Republican presidential candidate Donald Trump has every right to say that John McCain is not a hero, and even to go so far as to say, "I like people who weren't captured." In fact, we appreciate Trump's candor because, when it comes time to vote, Americans will have ample information on where the billionaire stands on a number of important issues.

It might help the candidate, however, if he knew a little more about his targets before he opened fire. An investment of 30 minutes or less could have at least given him pause before demeaning the lieutenant commander who was shot down over Hanoi in his Skyhawk dive bomber on Oct. 26, 1967.

McCain, son of a Navy admiral, barely survived the immediate aftermath: With both arms and his right leg fractured, the ejected pilot plunged into a lake and nearly drowned before being dragged to land, beaten and bayoneted in the foot. That was only the beginning of a horror story of captivity that would last five and a half years - if in fact it can ever end at all.

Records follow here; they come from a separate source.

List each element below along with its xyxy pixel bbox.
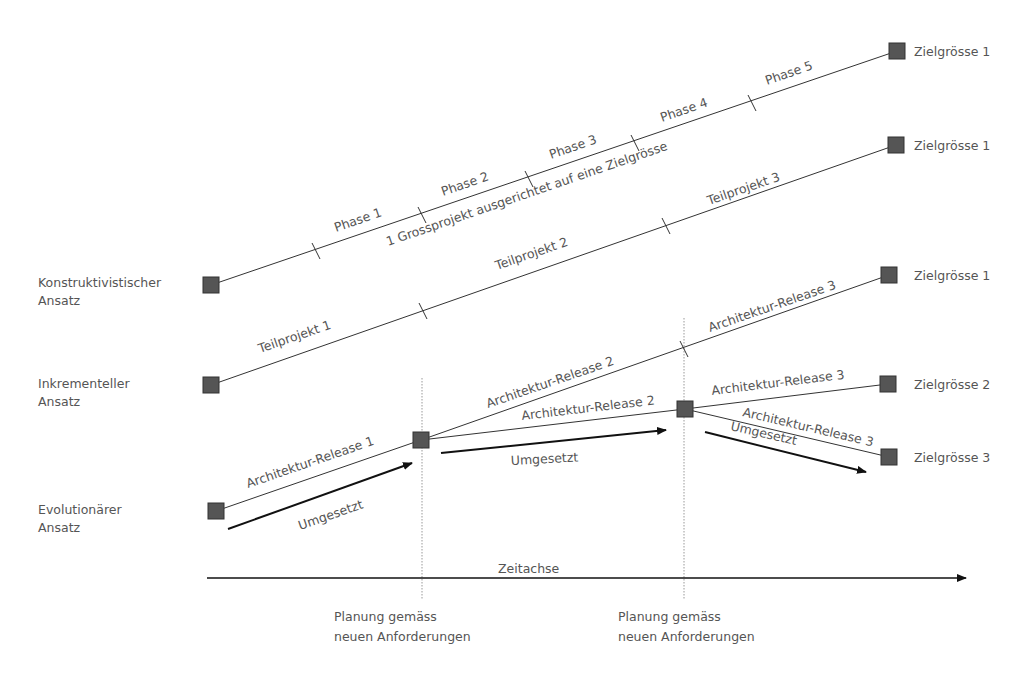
planning-note-line: Planung gemäss	[618, 607, 755, 627]
teilprojekt-1-label: Teilprojekt 1	[255, 317, 333, 356]
implemented-label-2: Umgesetzt	[510, 449, 578, 468]
approach-label-incremental: Inkrementeller Ansatz	[38, 375, 130, 411]
phase-5-label: Phase 5	[763, 58, 814, 88]
release-node-1	[413, 432, 429, 448]
start-node-constructivist	[203, 277, 219, 293]
approach-label-line: Ansatz	[38, 519, 122, 537]
time-axis-label: Zeitachse	[498, 561, 560, 576]
release-2-lower-label: Architektur-Release 2	[521, 392, 656, 423]
release-node-2	[677, 401, 693, 417]
approach-label-line: Ansatz	[38, 292, 161, 310]
approach-label-line: Konstruktivistischer	[38, 274, 161, 292]
grossprojekt-caption: 1 Grossprojekt ausgerichtet auf eine Zie…	[384, 138, 670, 249]
planning-note-1: Planung gemäss neuen Anforderungen	[334, 607, 471, 647]
planning-note-line: Planung gemäss	[334, 607, 471, 627]
teilprojekt-2-label: Teilprojekt 2	[492, 234, 570, 273]
planning-note-line: neuen Anforderungen	[618, 627, 755, 647]
planning-note-line: neuen Anforderungen	[334, 627, 471, 647]
planning-note-2: Planung gemäss neuen Anforderungen	[618, 607, 755, 647]
release-3-mid-label: Architektur-Release 3	[711, 367, 846, 398]
target-label-constructivist: Zielgrösse 1	[914, 44, 990, 59]
diagram-canvas: Phase 1 Phase 2 Phase 3 Phase 4 Phase 5 …	[0, 0, 1024, 676]
target-label-evolutionary-3: Zielgrösse 3	[914, 450, 990, 465]
approach-label-line: Ansatz	[38, 393, 130, 411]
target-label-incremental: Zielgrösse 1	[914, 138, 990, 153]
target-node-evolutionary-3	[881, 449, 897, 465]
phase-1-label: Phase 1	[332, 205, 383, 235]
target-node-evolutionary-2	[880, 376, 896, 392]
target-node-incremental	[888, 137, 904, 153]
start-node-incremental	[203, 377, 219, 393]
phase-4-label: Phase 4	[658, 95, 709, 125]
teilprojekt-3-label: Teilprojekt 3	[704, 169, 782, 208]
evolutionary-track	[216, 275, 889, 511]
start-node-evolutionary	[208, 503, 224, 519]
approach-label-constructivist: Konstruktivistischer Ansatz	[38, 274, 161, 310]
release-3-upper-label: Architektur-Release 3	[706, 277, 838, 335]
phase-2-label: Phase 2	[439, 169, 490, 199]
implemented-label-1: Umgesetzt	[296, 497, 365, 533]
phase-3-label: Phase 3	[547, 132, 598, 162]
approach-label-evolutionary: Evolutionärer Ansatz	[38, 501, 122, 537]
target-node-constructivist	[889, 43, 905, 59]
target-label-evolutionary-2: Zielgrösse 2	[914, 377, 990, 392]
target-node-evolutionary-1	[881, 267, 897, 283]
approach-label-line: Inkrementeller	[38, 375, 130, 393]
approach-label-line: Evolutionärer	[38, 501, 122, 519]
target-label-evolutionary-1: Zielgrösse 1	[914, 268, 990, 283]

Trump - and you, too - can increase your understanding of what McCain went through during those five and a half years. In the May 14, 1973, issue of U.S. News & World Report, McCain gave a first-person account of the ordeal in vivid, excruciating detail. That story is accessible to you right now, because it was posted online Jan. 28, 2008, and there it remains. If you search U.S. News - McCain, it should be the first story you see.

We commend to you his story not just to help ground Trump's verbal lightning bolt, but because the sharing of McCain's experience provides necessarily painful insight into a lost war that ended 40 years ago. In our view, some of America's greatest heroes emerged from those 120-degree jungles and swamps, and to this day they have not been accorded the laurels and respect due them - by average citizens and one presidential candidate.

The writer of this opinion piece got to know John McCain through editorial board meetings in Flagstaff, Ariz., between 1983 and 1995, first as a U.S. representative and then as a U.S. senator. The Press appreciates Sen. McCain's service to his country.